WASHINGTON
OF ALL THE tasks a public prosecutor performs, none is more difficult than stopping a case that has gone on too long and is rotten to the core.
That point was driven home for me last week when a three-judge federal appeals court panel in Boston upheld a lower court's dismissal of a conviction in a 10-year-old case that should have been history at least five years ago.
The case involves the savage beating of a police officer by colleagues, the escape of those colleagues from criminal responsibility, then the sole conviction in the case, for perjury, of another cop who was probably the only officer that long-ago night in Mattapan who did the right thing.
Ken Conley has been stoic throughout this oft-publicized mess that stopped a promising career, but, fortunately, in recent years he has not lacked for advocates against the injustice done him.
One thing that has not changed over the decade is the hideousness of the incident, involving as it did not only race but the infamous blue wall of police silence and the withholding of evidence from the accused. Police officers chasing a shooting suspect encounter an undercover cop, of color, and beat him to the point of disability before he can identify himself. None of them is ever convicted, all the penalties are administrative, but the one conviction in the case is of Conley, who actually arrested the suspect and has never wavered in his insistence that while he was apprehending the bad guy he never saw his brother officer being beaten.
His conviction was overturned by the first district judge who examined the case in depth, a judgment reversed five years ago by the full appeals court. However, in sending the case to a second district judge, the court set the stage for another overturning of Conley's conviction, in large part because an FBI memo destroying the usefulness of one of the two major prosecution witnesses (the other was the involved suspect), was impermissibly withheld from the defense. It was that second judicial victory that a three-judge panel upheld last week.
Everyone should sympathize with the dilemmas now facing US Attorney Michael Sullivan, who can either appeal again to the full appeals court, retry Conley, or let this sorry affair finally end. Sullivan wasn't here for the original prosecution and didn't sign the latest government appeal brief. For bureaucratic and internal political reasons, dropping a case, even a lousy one, is a hard step to take, however immense Conley's grounds for exoneration now are.
I have a tiny, but relevant personal understanding of Conley's ordeal. Just as Watergate was blowing up in Richard Nixon's face in 1973, I found myself in a silly but dangerous criminal matter involving the American Indian Movement's occupation of the hamlet of Wounded Knee on the Pine Ridge reservation in South Dakota. This was Nixon, so instead of a subpoena I was looking at a three-count indictment for accompanying the people who flew three private planes to drop supplies by parachute to the occupiers. As the case developed, one of my attorneys back here was a young Bob Bennett, on his way to becoming one of the go-to defense lawyers in this town. Bennett, without fee, is in charge of Conley's appeals now.

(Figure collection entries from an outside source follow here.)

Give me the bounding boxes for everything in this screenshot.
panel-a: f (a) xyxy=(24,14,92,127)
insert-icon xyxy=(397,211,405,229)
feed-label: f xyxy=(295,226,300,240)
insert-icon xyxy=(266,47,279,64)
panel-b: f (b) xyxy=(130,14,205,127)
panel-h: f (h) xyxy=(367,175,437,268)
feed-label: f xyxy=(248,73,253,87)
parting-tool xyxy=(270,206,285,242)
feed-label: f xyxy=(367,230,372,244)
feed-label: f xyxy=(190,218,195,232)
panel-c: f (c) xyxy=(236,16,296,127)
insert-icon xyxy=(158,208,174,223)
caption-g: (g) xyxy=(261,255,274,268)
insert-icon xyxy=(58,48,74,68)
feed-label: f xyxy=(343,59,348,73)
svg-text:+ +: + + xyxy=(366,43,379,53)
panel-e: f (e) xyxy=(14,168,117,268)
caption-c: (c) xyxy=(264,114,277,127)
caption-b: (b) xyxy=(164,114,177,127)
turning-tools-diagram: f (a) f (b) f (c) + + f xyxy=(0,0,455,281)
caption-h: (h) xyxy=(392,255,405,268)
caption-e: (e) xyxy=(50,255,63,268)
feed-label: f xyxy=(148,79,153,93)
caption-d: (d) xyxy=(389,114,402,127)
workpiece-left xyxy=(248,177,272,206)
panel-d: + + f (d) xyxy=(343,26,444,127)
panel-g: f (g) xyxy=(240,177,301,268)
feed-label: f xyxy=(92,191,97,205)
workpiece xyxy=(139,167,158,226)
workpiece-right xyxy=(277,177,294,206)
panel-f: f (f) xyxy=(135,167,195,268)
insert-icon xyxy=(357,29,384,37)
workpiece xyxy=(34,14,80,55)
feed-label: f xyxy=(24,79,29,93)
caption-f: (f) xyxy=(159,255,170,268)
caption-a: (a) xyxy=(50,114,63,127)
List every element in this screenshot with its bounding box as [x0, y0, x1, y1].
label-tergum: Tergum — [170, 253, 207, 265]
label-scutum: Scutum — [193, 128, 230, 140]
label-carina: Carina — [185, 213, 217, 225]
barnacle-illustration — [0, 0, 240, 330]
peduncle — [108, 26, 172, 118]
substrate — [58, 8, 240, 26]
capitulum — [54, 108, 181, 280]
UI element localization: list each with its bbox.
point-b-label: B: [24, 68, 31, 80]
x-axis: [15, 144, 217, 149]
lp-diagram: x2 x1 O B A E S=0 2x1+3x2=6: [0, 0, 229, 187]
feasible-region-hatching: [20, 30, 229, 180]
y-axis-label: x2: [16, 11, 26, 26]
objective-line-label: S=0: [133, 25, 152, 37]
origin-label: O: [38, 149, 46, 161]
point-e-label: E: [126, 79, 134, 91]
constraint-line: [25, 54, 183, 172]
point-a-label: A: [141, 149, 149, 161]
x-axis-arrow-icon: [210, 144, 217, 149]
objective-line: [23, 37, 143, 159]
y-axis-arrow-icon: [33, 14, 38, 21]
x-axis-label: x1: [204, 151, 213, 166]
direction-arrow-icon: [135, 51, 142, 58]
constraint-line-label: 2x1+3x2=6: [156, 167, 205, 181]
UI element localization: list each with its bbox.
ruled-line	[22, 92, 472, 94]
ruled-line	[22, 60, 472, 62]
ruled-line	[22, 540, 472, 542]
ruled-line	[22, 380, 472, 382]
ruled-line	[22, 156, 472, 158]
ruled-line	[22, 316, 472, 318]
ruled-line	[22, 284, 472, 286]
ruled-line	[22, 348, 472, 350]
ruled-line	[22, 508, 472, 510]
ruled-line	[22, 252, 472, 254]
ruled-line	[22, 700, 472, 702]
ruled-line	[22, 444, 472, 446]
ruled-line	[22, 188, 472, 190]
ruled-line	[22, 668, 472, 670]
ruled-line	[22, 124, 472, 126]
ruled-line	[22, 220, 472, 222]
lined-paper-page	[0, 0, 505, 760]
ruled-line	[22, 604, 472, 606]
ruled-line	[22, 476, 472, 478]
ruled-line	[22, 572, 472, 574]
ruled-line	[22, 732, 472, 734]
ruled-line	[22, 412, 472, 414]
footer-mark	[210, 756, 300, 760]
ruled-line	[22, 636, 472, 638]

The case against me was garbage, but this was Nixon, whom we later discovered had taken an interest in the affair as his own troubles metastasized. The big break for me came when Elliot Richardson was named attorney general. Within four months of taking office, Richardson dropped the case, saying that there was ''insufficient evidence" to proceed.
I went bananas, fuming that there was not merely insufficient evidence, there was no evidence at all, and that Richardson was smarmy for hiding behind the dodge in his statement. A week or so later, he called me privately, and, with the mischievous wit for which he was famous, thanked me for clobbering him in public. I was too perfectly principled and young to understand through my righteous indignation, so the great man explained. I had helped him with the prosecutors in the field and I had helped him with the crooks and connivers in the White House by losing my cool, and since he had several much bigger fish to fry, Richardson was happy to be rid of my case. As the years passed, until he died, he got a regular laugh out of the story, and, eventually, so did I.
The murky legal and bureaucratic phrase ''in the interests of justice," has multiple meanings, rarely to delineate right from wrong. For me, and I suspect for Conley, it means dumping a lousy case against a person who was wronged by zeal more than corruption. What Elliot Richardson saw in my case was first of all a lousy case, but secondly one that would impede larger interests of justice -- which would ultimately include the vice president and the president. So he dropped it the easiest way be could find -- by declaring the evidence insufficient and infuriating me, at least for a few weeks.
What Sullivan or the Justice Department big shots here should see is another lousy case that hung around years longer than it should have. In these days, dumping lousy cases is one way the public can maintain confidence in the authorities. Enough already.